The Master lay overlooking the court through that lovely, tranquil autumn. Joan tried to learn what faith would mean to Roy.

She found it unfamiliar, foreign to her preconceptions of him, foreign to her own temperament. One thing did not put her off, as it did Francis Getliffe and so many others; since she loved him, she was not deceived by his mischievous jokes; she could see through them to the gravity of his thought. But the thought itself she found strange, and often forbidding.

He was searching for God. Like me, she had heard her father’s phrase. But she discovered that the search was not as she imagined. She had expected that he was longing to be at one with the unseen, to know the immediate presence of God. Instead, he seemed to be seeking the authority of God. He seemed to want to surrender his will, to be annihilated as a person. He wanted to lose himself eternally in God’s being.

Joan knew well enough the joy of submission to her lover; but she was puzzled, almost dismayed, that this should be his vision of faith. She loved him for his wildness, his recklessness, his devil-may-care; he took anyone alive as his equal; why should he think that faith meant that he must throw himself away? “Will is a burden. Men are freest when they get rid of will.” She rebelled at his paradox, with all her sturdy protestant nature. She hated it when he told her that men might be happiest under the authority of the state — “apart from counter-suggestible people like you, Joan.” But she hated most his vision, narrow and intense, of the authority of God.

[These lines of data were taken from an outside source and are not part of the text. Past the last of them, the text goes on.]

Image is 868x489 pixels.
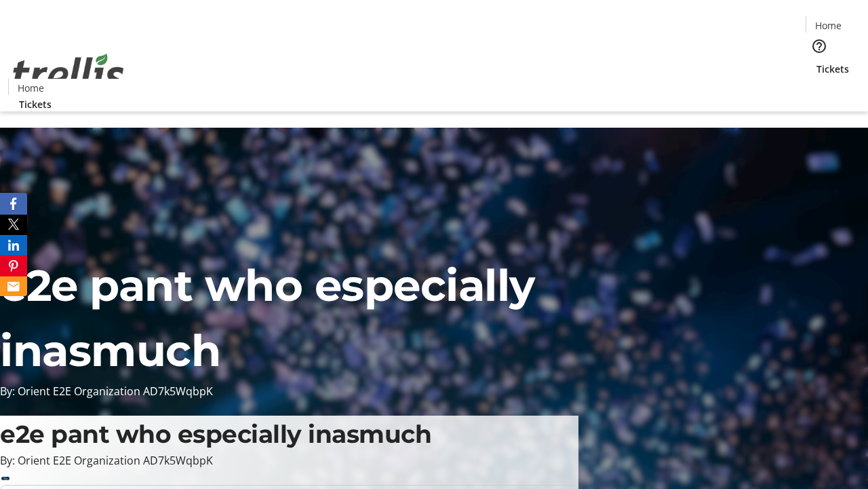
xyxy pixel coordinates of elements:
span: Tickets [817,62,849,76]
button: Help [806,32,833,59]
span: Home [816,18,842,32]
button: Cart [806,76,833,103]
a: Home [9,81,52,95]
span: Home [17,81,44,95]
a: Tickets [8,97,63,112]
a: Home [806,18,850,32]
span: Tickets [19,97,51,112]
a: Tickets [806,62,860,76]
img: Orient E2E Organization AD7k5WqbpK's Logo [8,38,129,107]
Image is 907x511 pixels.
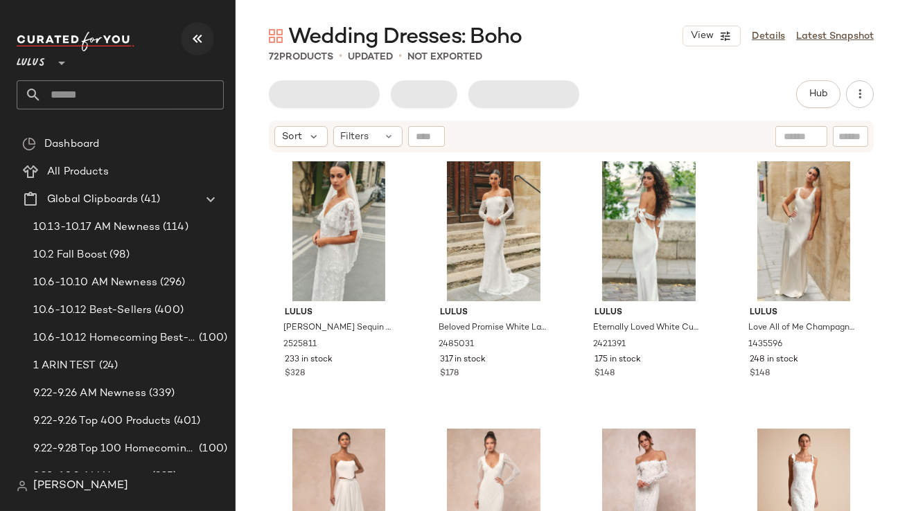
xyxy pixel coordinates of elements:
[269,50,333,64] div: Products
[33,247,107,263] span: 10.2 Fall Boost
[33,414,171,430] span: 9.22-9.26 Top 400 Products
[33,386,146,402] span: 9.22-9.26 AM Newness
[440,354,486,367] span: 317 in stock
[748,322,857,335] span: Love All of Me Champagne Satin Maxi Dress
[274,161,404,301] img: 13112061_2525811.jpg
[152,303,184,319] span: (400)
[269,29,283,43] img: svg%3e
[595,368,615,380] span: $148
[593,322,701,335] span: Eternally Loved White Cutout Satin Off-the-Shoulder Maxi Dress
[149,469,177,485] span: (325)
[17,32,134,51] img: cfy_white_logo.C9jOOHJF.svg
[439,322,547,335] span: Beloved Promise White Lace Off-the-Shoulder Mermaid Maxi Dress
[341,130,369,144] span: Filters
[683,26,741,46] button: View
[748,339,782,351] span: 1435596
[285,354,333,367] span: 233 in stock
[17,47,45,72] span: Lulus
[196,331,227,347] span: (100)
[595,354,641,367] span: 175 in stock
[348,50,393,64] p: updated
[157,275,186,291] span: (296)
[595,307,703,319] span: Lulus
[796,29,874,44] a: Latest Snapshot
[750,307,858,319] span: Lulus
[107,247,130,263] span: (98)
[22,137,36,151] img: svg%3e
[33,331,196,347] span: 10.6-10.12 Homecoming Best-Sellers
[138,192,160,208] span: (41)
[584,161,714,301] img: 13112041_2421391.jpg
[288,24,522,51] span: Wedding Dresses: Boho
[196,441,227,457] span: (100)
[269,52,279,62] span: 72
[398,49,402,65] span: •
[408,50,482,64] p: Not Exported
[809,89,828,100] span: Hub
[282,130,302,144] span: Sort
[429,161,559,301] img: 13112141_2485031.jpg
[739,161,869,301] img: 13112181_1435596.jpg
[47,192,138,208] span: Global Clipboards
[285,307,393,319] span: Lulus
[33,220,160,236] span: 10.13-10.17 AM Newness
[283,322,392,335] span: [PERSON_NAME] Sequin Flutter Sleeve Maxi Dress
[439,339,474,351] span: 2485031
[750,368,770,380] span: $148
[285,368,305,380] span: $328
[283,339,317,351] span: 2525811
[440,307,548,319] span: Lulus
[593,339,626,351] span: 2421391
[440,368,459,380] span: $178
[33,478,128,495] span: [PERSON_NAME]
[752,29,785,44] a: Details
[33,469,149,485] span: 9.29-10.3 AM Newness
[690,30,714,42] span: View
[47,164,109,180] span: All Products
[33,441,196,457] span: 9.22-9.28 Top 100 Homecoming Dresses
[33,275,157,291] span: 10.6-10.10 AM Newness
[339,49,342,65] span: •
[171,414,201,430] span: (401)
[17,481,28,492] img: svg%3e
[33,303,152,319] span: 10.6-10.12 Best-Sellers
[96,358,119,374] span: (24)
[796,80,841,108] button: Hub
[146,386,175,402] span: (339)
[44,137,99,152] span: Dashboard
[33,358,96,374] span: 1 ARIN TEST
[160,220,189,236] span: (114)
[750,354,798,367] span: 248 in stock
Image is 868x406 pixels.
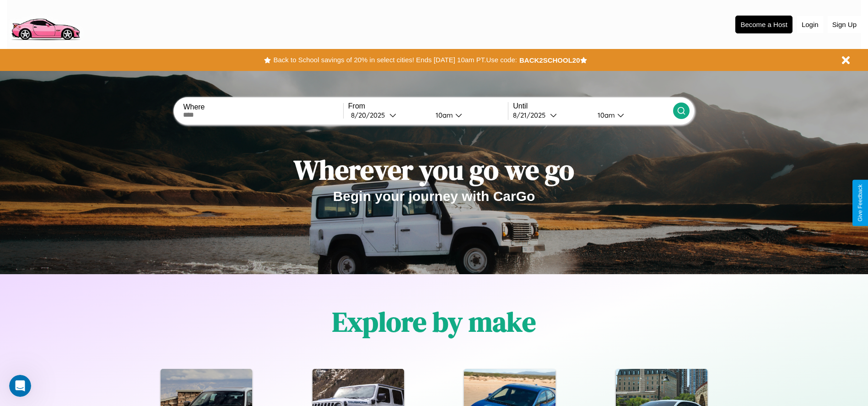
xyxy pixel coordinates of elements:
[6,5,84,42] img: logo
[857,184,864,221] div: Give Feedback
[183,103,343,111] label: Where
[428,110,509,120] button: 10am
[828,16,862,33] button: Sign Up
[9,374,31,396] iframe: Intercom live chat
[351,111,389,119] div: 8 / 20 / 2025
[513,111,550,119] div: 8 / 21 / 2025
[513,102,673,110] label: Until
[591,110,673,120] button: 10am
[348,110,428,120] button: 8/20/2025
[432,111,455,119] div: 10am
[348,102,508,110] label: From
[736,15,793,33] button: Become a Host
[519,56,581,64] b: BACK2SCHOOL20
[271,53,519,66] button: Back to School savings of 20% in select cities! Ends [DATE] 10am PT.Use code:
[797,16,823,33] button: Login
[333,303,536,340] h1: Explore by make
[593,111,617,119] div: 10am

In his search of religion, he did not give a thought to doing good. She knew that many people thought of him as “good”, she often did herself — and yet any suggestion that one should interfere with another’s actions offended him. “Pecksniffery”, he called it. He was for once really angry with her when she told him that he was good himself. “Good people don’t do good,” he said later, perversely. In fact, the religious people he admired were nearly all of them contemplative. Ralph Udal sponged on him shamelessly, wanted to avoid any work he did not like, prodded Roy year in, year out to get him a comfortable living, and was, very surprisingly, as tolerant of others as of himself. None of this detracted from Roy’s envy of his knowledge of God. And old Martineau, since he took to the religious life, had been quite useless. To Roy it was self-evident that Martineau knew more of God than all the virtuous, active, and morally useful men.

Joan could not value them so, and she argued with him. But she did not argue about the experience which lay at the root of Roy’s craving for faith. He told her, as he told me that night we walked on the Roman road, about his hallucination that he was lost, thrown out of God’s world, condemned to opposition while all others were at rest. That sense had visited him once again, for the third time, during the blackness of the summer.